Review: Iced: A Novel

Seven years ago, Miles Pussett was a steeplechase jockey, loving the rush of the race. But after an unfortunate event, he left horseracing behind and swore he would never return. Now he gets his adrenaline rush from riding headfirst down the Cresta Run, a three-quarter-mile Swiss ice chute, reaching speeds of up to eighty miles per hour.
 
Finding himself in St Moritz during the same weekend as White Turf, when high-class horseracing takes place on the frozen lake, he gets talked into helping out with the horses. Against his better judgement, he decides to assist, but things aren’t as innocent as they seemed.

My Review

Iced didn’t quite live up to my expectations of a mystery. However, I did gain insight into mental health issues, discovered a new sport, and enjoyed the plot. Felix used an interesting technique to show how the character’s past affected his present by weaving two stories together, one, now and the other seven years earlier. However, as I read, I didn’t always switch from past to present, or vice versa, when I should have and felt confused. In addition, the protagonist, Miles Pussett, came off a little whiny, and I had little sympathy for him.

On the other hand, I didn’t put the book down. And I found I was interested in how Pussett, a jockey, ended up in St. Moritz riding the ice. Surprisingly, I enjoyed this book. 

Meet Felix Francis

FELIX FRANCIS is Dick Francis’s youngest son. Born in 1953, Felix studied Physics and Electronics at London University and then embarked upon a 17 year career teaching Advanced Level physics at three schools, the last seven as head of the science department at Bloxham School in Oxfordshire.

Felix remembers conversations around the Francis breakfast table being somewhat unconventional. “The production of a Dick Francis novel has always been a mixture of inspiration, perspiration and teamwork. The first one was published when I was nine, and I grew up in a house where breakfast talk would be about the damage a bullet might do to a man’s guts rather than the more mundane topics of everyday life”, he says.

Over the past 40 years Felix assisted Dick with both the research and the writing of many of his novels. They shared a love of racing and often worked together on plot and character details at Dick’s home in the Cayman Islands. This partnership allowed Dick to draw upon Felix’s knowledge and experience as a physics teacher in Twice Shy and his past as an international marksman in Shattered (2000) and Under Orders (2006).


▶ _EXERCISE BRIEF_
Set the entries below down again, please. Match them exactly.

== Segment start ==

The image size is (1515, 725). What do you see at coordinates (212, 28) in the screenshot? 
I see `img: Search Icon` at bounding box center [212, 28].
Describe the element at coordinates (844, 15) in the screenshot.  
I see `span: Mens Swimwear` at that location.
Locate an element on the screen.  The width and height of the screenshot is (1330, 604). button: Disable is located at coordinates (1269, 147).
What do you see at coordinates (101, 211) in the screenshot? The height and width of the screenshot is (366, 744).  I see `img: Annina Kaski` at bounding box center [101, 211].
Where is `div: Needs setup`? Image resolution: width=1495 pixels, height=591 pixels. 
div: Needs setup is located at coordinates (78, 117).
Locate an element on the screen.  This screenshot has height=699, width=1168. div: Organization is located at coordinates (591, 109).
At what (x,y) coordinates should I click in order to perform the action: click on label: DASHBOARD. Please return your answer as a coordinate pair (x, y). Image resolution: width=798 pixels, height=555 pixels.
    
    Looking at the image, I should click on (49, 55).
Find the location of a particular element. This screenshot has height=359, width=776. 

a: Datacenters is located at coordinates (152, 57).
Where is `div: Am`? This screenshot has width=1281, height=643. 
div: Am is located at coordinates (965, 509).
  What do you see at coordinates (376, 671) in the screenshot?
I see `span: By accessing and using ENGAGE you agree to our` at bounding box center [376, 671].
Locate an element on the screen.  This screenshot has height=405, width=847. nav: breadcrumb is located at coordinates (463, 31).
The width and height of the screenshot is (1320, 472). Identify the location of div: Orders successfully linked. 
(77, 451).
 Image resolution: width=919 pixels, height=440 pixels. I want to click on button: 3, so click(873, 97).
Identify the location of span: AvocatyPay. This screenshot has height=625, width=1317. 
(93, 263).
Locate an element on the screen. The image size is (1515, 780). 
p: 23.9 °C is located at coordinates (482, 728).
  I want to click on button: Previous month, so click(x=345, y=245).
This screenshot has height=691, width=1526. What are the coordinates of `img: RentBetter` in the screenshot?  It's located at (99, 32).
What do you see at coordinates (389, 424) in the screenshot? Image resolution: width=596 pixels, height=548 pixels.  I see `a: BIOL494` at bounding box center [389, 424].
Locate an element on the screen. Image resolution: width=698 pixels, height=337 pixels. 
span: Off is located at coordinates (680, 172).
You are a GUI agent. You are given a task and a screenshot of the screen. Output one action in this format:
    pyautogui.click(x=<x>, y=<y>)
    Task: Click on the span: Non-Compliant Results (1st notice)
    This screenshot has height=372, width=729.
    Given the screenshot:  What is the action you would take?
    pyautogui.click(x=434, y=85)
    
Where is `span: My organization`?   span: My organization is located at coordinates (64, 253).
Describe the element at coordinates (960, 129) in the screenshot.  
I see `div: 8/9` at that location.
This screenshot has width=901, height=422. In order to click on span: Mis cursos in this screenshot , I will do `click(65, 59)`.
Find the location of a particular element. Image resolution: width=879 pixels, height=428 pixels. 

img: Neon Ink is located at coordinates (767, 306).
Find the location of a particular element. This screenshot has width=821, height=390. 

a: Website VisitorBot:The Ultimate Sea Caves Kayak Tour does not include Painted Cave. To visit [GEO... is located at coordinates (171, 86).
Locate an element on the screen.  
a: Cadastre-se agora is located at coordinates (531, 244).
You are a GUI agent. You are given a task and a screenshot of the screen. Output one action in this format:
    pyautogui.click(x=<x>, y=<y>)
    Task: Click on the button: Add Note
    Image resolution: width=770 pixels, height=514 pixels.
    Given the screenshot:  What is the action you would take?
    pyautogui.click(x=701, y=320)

== Segment end ==

▶ _EXPECTED ANSWER_
The image size is (1515, 725). What do you see at coordinates (212, 28) in the screenshot? 
I see `img: Search Icon` at bounding box center [212, 28].
Describe the element at coordinates (844, 15) in the screenshot.  
I see `span: Mens Swimwear` at that location.
Locate an element on the screen.  The width and height of the screenshot is (1330, 604). button: Disable is located at coordinates (1269, 147).
What do you see at coordinates (101, 211) in the screenshot? The height and width of the screenshot is (366, 744).  I see `img: Annina Kaski` at bounding box center [101, 211].
Where is `div: Needs setup`? Image resolution: width=1495 pixels, height=591 pixels. 
div: Needs setup is located at coordinates (78, 117).
Locate an element on the screen.  This screenshot has height=699, width=1168. div: Organization is located at coordinates (591, 109).
At what (x,y) coordinates should I click in order to perform the action: click on label: DASHBOARD. Please return your answer as a coordinate pair (x, y). Image resolution: width=798 pixels, height=555 pixels.
    
    Looking at the image, I should click on (49, 55).
Find the location of a particular element. This screenshot has height=359, width=776. 

a: Datacenters is located at coordinates (152, 57).
Where is `div: Am`? This screenshot has width=1281, height=643. 
div: Am is located at coordinates (965, 509).
  What do you see at coordinates (376, 671) in the screenshot?
I see `span: By accessing and using ENGAGE you agree to our` at bounding box center [376, 671].
Locate an element on the screen.  This screenshot has height=405, width=847. nav: breadcrumb is located at coordinates (463, 31).
The width and height of the screenshot is (1320, 472). Identify the location of div: Orders successfully linked. 
(77, 451).
 Image resolution: width=919 pixels, height=440 pixels. I want to click on button: 3, so click(873, 97).
Identify the location of span: AvocatyPay. This screenshot has height=625, width=1317. 
(93, 263).
Locate an element on the screen. The image size is (1515, 780). 
p: 23.9 °C is located at coordinates (482, 728).
  I want to click on button: Previous month, so click(x=345, y=245).
This screenshot has height=691, width=1526. What are the coordinates of `img: RentBetter` in the screenshot?  It's located at (99, 32).
What do you see at coordinates (389, 424) in the screenshot? Image resolution: width=596 pixels, height=548 pixels.  I see `a: BIOL494` at bounding box center [389, 424].
Locate an element on the screen. Image resolution: width=698 pixels, height=337 pixels. 
span: Off is located at coordinates (680, 172).
You are a GUI agent. You are given a task and a screenshot of the screen. Output one action in this format:
    pyautogui.click(x=<x>, y=<y>)
    Task: Click on the span: Non-Compliant Results (1st notice)
    This screenshot has height=372, width=729.
    Given the screenshot:  What is the action you would take?
    pyautogui.click(x=434, y=85)
    
Where is `span: My organization`?   span: My organization is located at coordinates (64, 253).
Describe the element at coordinates (960, 129) in the screenshot.  
I see `div: 8/9` at that location.
This screenshot has width=901, height=422. In order to click on span: Mis cursos in this screenshot , I will do `click(65, 59)`.
Find the location of a particular element. Image resolution: width=879 pixels, height=428 pixels. 

img: Neon Ink is located at coordinates (767, 306).
Find the location of a particular element. This screenshot has width=821, height=390. 

a: Website VisitorBot:The Ultimate Sea Caves Kayak Tour does not include Painted Cave. To visit [GEO... is located at coordinates (171, 86).
Locate an element on the screen.  
a: Cadastre-se agora is located at coordinates (531, 244).
You are a GUI agent. You are given a task and a screenshot of the screen. Output one action in this format:
    pyautogui.click(x=<x>, y=<y>)
    Task: Click on the button: Add Note
    Image resolution: width=770 pixels, height=514 pixels.
    Given the screenshot:  What is the action you would take?
    pyautogui.click(x=701, y=320)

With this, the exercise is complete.